Tim Jenner and Paul Nightingale provided us with a (very thoughtful) whistlestop tour of using source driven enquiry. They made us think about the number of times we’ve finished a GCSE lesson with a ‘what is the message of this cartoon’ question, before offering us a huge number of engaging and inspiring source activities with real history at their heart. The simple task of making one student look at and describe a source, whilst the other has to look at the board at a list of inferences and listen so as to judge to whether the source would support all these inferences, was excellent. Quickly we started to work together, and the list of slaves at a sale came alive. The question that Paul’s students generated from this source at the end of the activity was ‘did Slavery succeed in wiping out all traces of African culture in the slaves?’, which strikes me as a pretty impressive and interesting question to ask.
Simple things can please very complex minds, as we were shown by Neil Bates and Richard McFahn. Richard is clearly a tea obsessive, and Neil’s students clearly had the time of their lives connecting tea, booze, drugs and industry. A subtle tea theme, built up with innovative games, strong enquiries (such as the brilliant ‘did the National Gallery waste £500,000 on Arkwright’s portrait) did bring coherence and real-world interest to at study on the Industrial Revolution.
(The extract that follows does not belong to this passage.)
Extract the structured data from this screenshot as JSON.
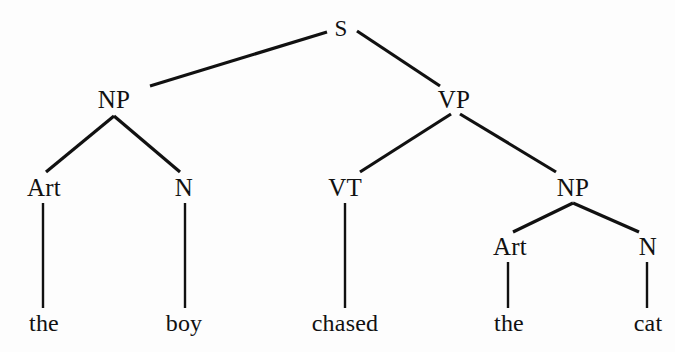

As if that weren’t enough for one day, an SHP Conference would be worth it just for the plenary sessions in the auditorium. Ben Walsh’s spirited defence of history teaching against the prevailing winds of prejudicial criticism not only made us laugh, but stiffened our sinews, and a personal highlight for me was that I got to be the 17th Century in one of Ian Dawson’s living timelines in the evening plenary. Then I went to bed. Whilst over the #shp12 slashtag I read that others were ordering pizza, I fell into bed in Guiseley, happy, but with a very full brain.